FAQ
The MCP Server is the front door to Log10x — install it into Claude Desktop / Code / Cursor and let it guide you through adopting the rest of the platform.
Overview
Do I need MCP to use Log10x
No. Every 10x app (Dev, Reporter, Regulator, Streamer) has standalone install/deploy docs you can follow manually. MCP just makes adoption faster by knowing your environment and generating tailored configs.
If you prefer a manual workflow, skip MCP entirely and follow each app's Deploy page.
Why start with MCP instead of Dev
Historically you'd start with Dev (download CLI, run on sample logs) to preview savings before deploying anything. That still works. But with MCP installed:
- You ask your AI assistant "preview what 10x would do to my logs", and MCP fetches + runs Dev automatically
- You don't install a separate CLI; the MCP subprocess handles that
- The output comes back as structured answers to questions, not raw terminal output
So Dev is still the underlying tool, MCP is the faster entry point.
What it does
How does MCP know about my cluster
When you ask MCP to discover your environment, it reads your kubeconfig (read-only, same credentials as kubectl get) to identify:
- Forwarder DaemonSets (Fluent Bit, Fluentd, Datadog Agent, OTel Collector, etc.)
- Node counts and pod topology
- Existing logging destinations (Splunk HEC endpoints, Elasticsearch clusters, CloudWatch log groups)
It then proposes a deployment plan tailored to your stack. See Tools for the per-tool reference.
Does MCP apply changes to my infrastructure
No. MCP is an advisor, not an actor:
- k8s discovery is read-only (
kubectl getequivalents only) - Generated configs are files, not applied changes. MCP writes
my-reporter.yaml; you review andhelm install. - Filter/compact suggestions are diff-reviewable. MCP proposes mute file entries; you commit.
- Dependency checks run locally with your own SIEM credentials (read-only).
You stay the operator. MCP never writes to your cluster, your git repo, or your SIEM.
What is @apps/mcp and when do I run it
@apps/mcp is an internal runtime the MCP Server spawns as a subprocess when an agent calls log10x_validate. You almost never invoke it directly — the server handles the subprocess lifecycle. If you need to reproduce a log10x_validate result for debugging, see the Tools page.
Security
What data does the MCP Server see
- API calls to Log10x Prometheus (pre-aggregated metrics, no log content)
- kubeconfig read access (only what
kubectl getwould surface) - Your SIEM credentials (for dependency checks; read-only, local-only)
No log content ever leaves your machine. No data is cached server-side.
Where does the MCP Server run
As a local subprocess of your AI assistant (Claude Desktop, Code, Cursor). It starts when the assistant connects to the MCP and stops when the assistant closes. No cloud hosting, no Lambda, no API Gateway.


### Exercise directions
What is the number of lines below that hold "pixels"? Answer with that number only.

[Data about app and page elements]
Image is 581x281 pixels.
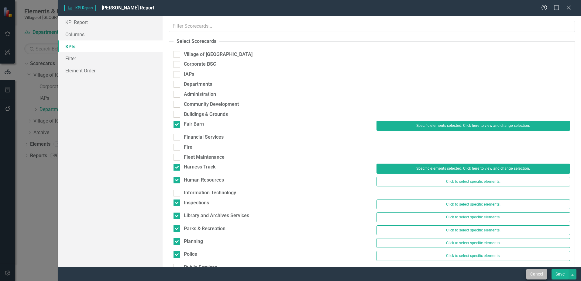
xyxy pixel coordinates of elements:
[102,5,154,11] span: [PERSON_NAME] Report
[184,189,236,196] div: Information Technology
[526,269,547,279] button: Cancel
[184,264,217,271] div: Public Services
[376,199,570,209] button: Click to select specific elements.
[376,225,570,235] button: Click to select specific elements.
[184,163,215,170] div: Harness Track
[173,38,219,45] legend: Select Scorecards
[376,212,570,222] button: Click to select specific elements.
[64,5,95,11] span: KPI Report
[184,121,204,128] div: Fair Barn
[184,238,203,245] div: Planning
[184,91,216,98] div: Administration
[376,121,570,130] button: Specific elements selected. Click here to view and change selection.
[184,134,224,141] div: Financial Services
[58,64,163,77] a: Element Order
[376,163,570,173] button: Specific elements selected. Click here to view and change selection.
[184,71,194,78] div: IAPs
[184,154,225,161] div: Fleet Maintenance
[376,238,570,248] button: Click to select specific elements.
[184,111,228,118] div: Buildings & Grounds
[169,21,575,32] input: Filter Scorecards...
[184,61,216,68] div: Corporate BSC
[184,51,252,58] div: Village of [GEOGRAPHIC_DATA]
[184,212,249,219] div: Library and Archives Services
[184,144,192,151] div: Fire
[376,177,570,186] button: Click to select specific elements.
[58,40,163,53] a: KPIs
[58,52,163,64] a: Filter
[58,28,163,40] a: Columns
[184,251,197,258] div: Police
[184,101,239,108] div: Community Development
[551,269,568,279] button: Save
[184,177,224,184] div: Human Resources
[184,199,209,206] div: Inspections
[58,16,163,28] a: KPI Report
[184,81,212,88] div: Departments
[184,225,225,232] div: Parks & Recreation
[376,251,570,260] button: Click to select specific elements.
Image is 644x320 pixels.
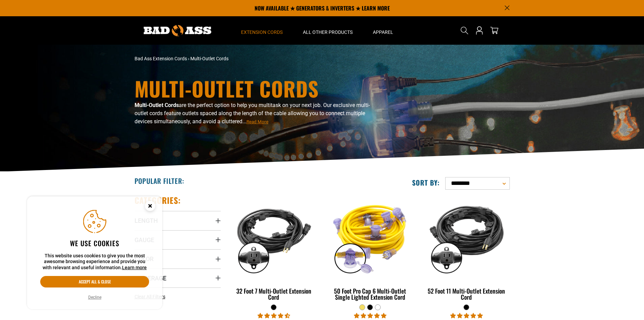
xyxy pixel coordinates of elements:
[135,230,221,249] summary: Gauge
[246,119,268,124] span: Read More
[135,56,187,61] a: Bad Ass Extension Cords
[231,195,317,304] a: black 32 Foot 7 Multi-Outlet Extension Cord
[412,178,440,187] label: Sort by:
[135,268,221,287] summary: Amperage
[40,276,149,287] button: Accept all & close
[135,55,381,62] nav: breadcrumbs
[135,195,181,206] h2: Categories:
[241,29,283,35] span: Extension Cords
[27,197,162,310] aside: Cookie Consent
[190,56,229,61] span: Multi-Outlet Cords
[450,313,483,319] span: 4.95 stars
[327,199,413,276] img: yellow
[423,195,509,304] a: black 52 Foot 11 Multi-Outlet Extension Cord
[354,313,386,319] span: 4.80 stars
[424,199,509,276] img: black
[303,29,352,35] span: All Other Products
[293,16,363,45] summary: All Other Products
[231,288,317,300] div: 32 Foot 7 Multi-Outlet Extension Cord
[86,294,103,301] button: Decline
[257,313,290,319] span: 4.68 stars
[144,25,211,36] img: Bad Ass Extension Cords
[231,199,317,276] img: black
[373,29,393,35] span: Apparel
[135,249,221,268] summary: Color
[40,253,149,271] p: This website uses cookies to give you the most awesome browsing experience and provide you with r...
[423,288,509,300] div: 52 Foot 11 Multi-Outlet Extension Cord
[135,176,184,185] h2: Popular Filter:
[459,25,470,36] summary: Search
[327,288,413,300] div: 50 Foot Pro Cap 6 Multi-Outlet Single Lighted Extension Cord
[135,102,179,108] b: Multi-Outlet Cords
[188,56,189,61] span: ›
[363,16,403,45] summary: Apparel
[135,102,370,124] span: are the perfect option to help you multitask on your next job. Our exclusive multi-outlet cords f...
[135,78,381,99] h1: Multi-Outlet Cords
[135,211,221,230] summary: Length
[231,16,293,45] summary: Extension Cords
[40,239,149,247] h2: We use cookies
[327,195,413,304] a: yellow 50 Foot Pro Cap 6 Multi-Outlet Single Lighted Extension Cord
[122,265,147,270] a: Learn more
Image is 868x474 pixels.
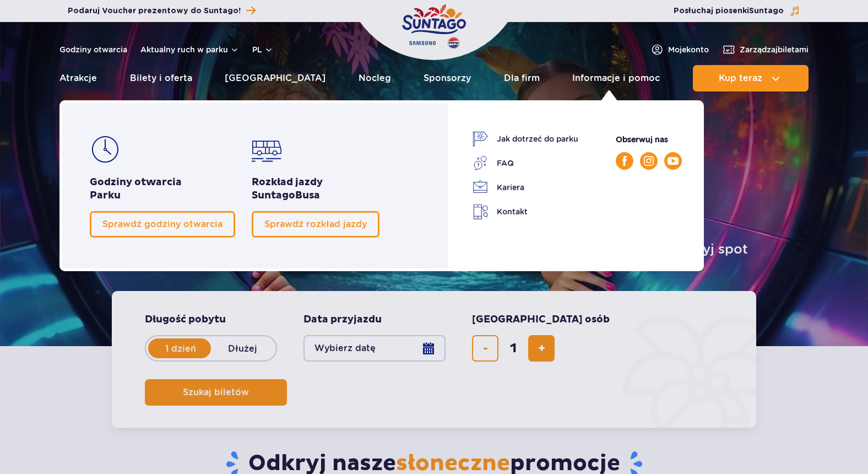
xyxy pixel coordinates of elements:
img: Facebook [622,156,627,166]
a: Nocleg [358,65,391,91]
span: Suntago [252,189,295,202]
img: Instagram [644,156,654,166]
a: Jak dotrzeć do parku [473,131,579,147]
a: Mojekonto [651,43,709,56]
a: Informacje i pomoc [573,65,660,91]
span: Zarządzaj biletami [740,44,809,55]
a: Sprawdź rozkład jazdy [252,211,379,237]
h2: Godziny otwarcia Parku [90,176,235,202]
button: Aktualny ruch w parku [140,45,239,54]
img: YouTube [668,157,678,165]
button: Kup teraz [693,65,809,91]
p: Obserwuj nas [616,134,682,145]
a: [GEOGRAPHIC_DATA] [225,65,325,91]
a: Zarządzajbiletami [722,43,809,56]
a: Sprawdź godziny otwarcia [90,211,235,237]
span: Sprawdź rozkład jazdy [264,219,367,230]
a: Bilety i oferta [130,65,192,91]
h2: Rozkład jazdy Busa [252,176,379,202]
span: Moje konto [668,44,709,55]
a: Kariera [473,180,579,195]
a: Dla firm [504,65,540,91]
a: Kontakt [473,204,579,220]
button: pl [252,44,273,55]
span: Kup teraz [719,73,762,83]
a: Godziny otwarcia [60,44,127,55]
a: FAQ [473,155,579,171]
span: Sprawdź godziny otwarcia [102,219,223,230]
a: Atrakcje [60,65,97,91]
a: Sponsorzy [424,65,471,91]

### Finished exercise
3